Ties to Russia sow alarm in Germany
Far-right party a security worry
BERLIN — To enter a secret session of Germany’s parliament, lawmakers must lock their phones and leave them outside. Inside, they are not even allowed to take notes. Yet, to many politicians, these precautions against espionage now feel like something of a farce.
Because seated alongside them in those classified meetings are members of the Alternative for Germany, the far-right party known by its German abbreviation, AfD.
In the past few months alone, a leading AfD politician was accused of taking money from proKremlin strategists. One of the party’s parliamentary aides was exposed as having links to a Russian intelligence operative. And some of its state lawmakers flew to Moscow to observe Russia’s stage-managed elections.
“To know with certainty that sitting there, while these sensitive issues are discussed, are lawmakers with proven connections to Moscow — it doesn’t just make me uncomfortable. It worries me,” said Erhard Grundl, a Green party member of the parliament’s foreign affairs committee.
The AfD called such comments “baseless.”
Although some of the accusations against the AfD may be attempts at point-scoring by political rivals, the security concerns are real. As evidence of the party’s links to Moscow accumulates, suspicions are being expressed across the spectrum of mainstream German politics.
“The AfD keeps acting like the long arm of the terrorist state Russia,” Roderich Kiesewetter, deputy head of the parliament’s intelligence committee and a member of the centerright Christian Democrats, wrote on social media.
Since Russia’s full-scale invasion of Ukraine began in February 2022, Europe has struggled to fend off influence operations by Russia aimed at weakening Western unity and resolve. The worries extend beyond eavesdropping and spying to include Moscow’s ties to political parties, especially on the far right, which are proving to be useful tools for the Kremlin.
In Germany and elsewhere, that alarm is only growing before elections for the European parliament in June, as many of these parties are expected to have their best showings ever.

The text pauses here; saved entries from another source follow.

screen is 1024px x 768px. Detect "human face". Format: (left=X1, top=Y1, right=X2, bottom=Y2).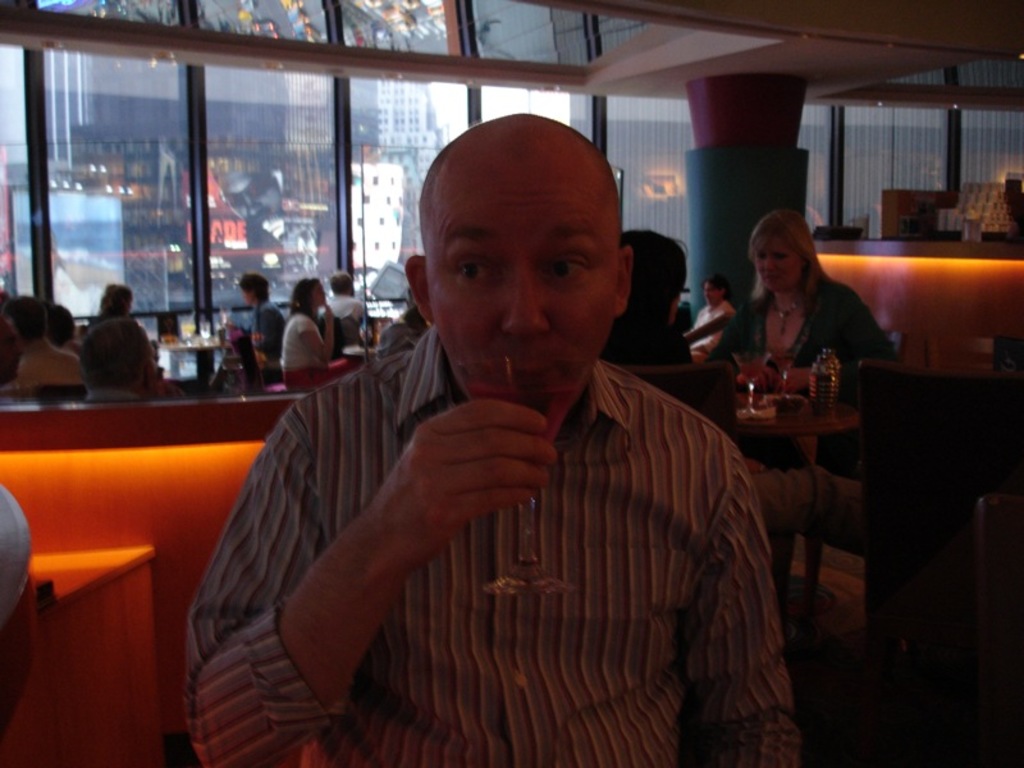
(left=703, top=282, right=718, bottom=301).
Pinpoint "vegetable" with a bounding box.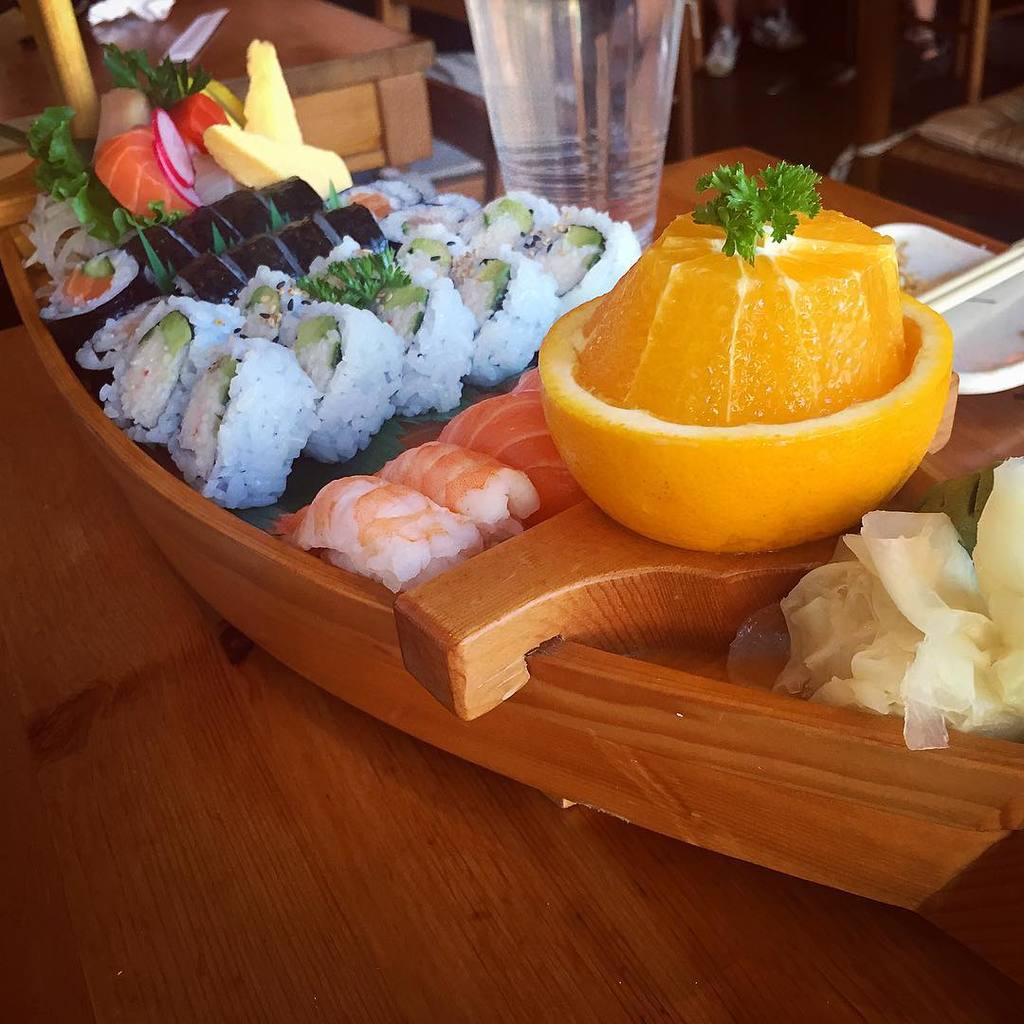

The AfD, which is against weapons deliveries to Ukraine and calls for an end to sanctions on Russia, is not only vying to become the second-strongest German party in European parliamentary elections. It is poised to become the leading force in three eastern state elections in Germany this fall. That gives the AfD the possibility, albeit still unlikely, that it could take control of a state government.
“This would be a whole new situation with regards to Russia, where the people making propaganda, passing information, could also actually be in power,” said Martina Renner, a lawmaker from the Left party, who sits on the parliament’s domestic security committee.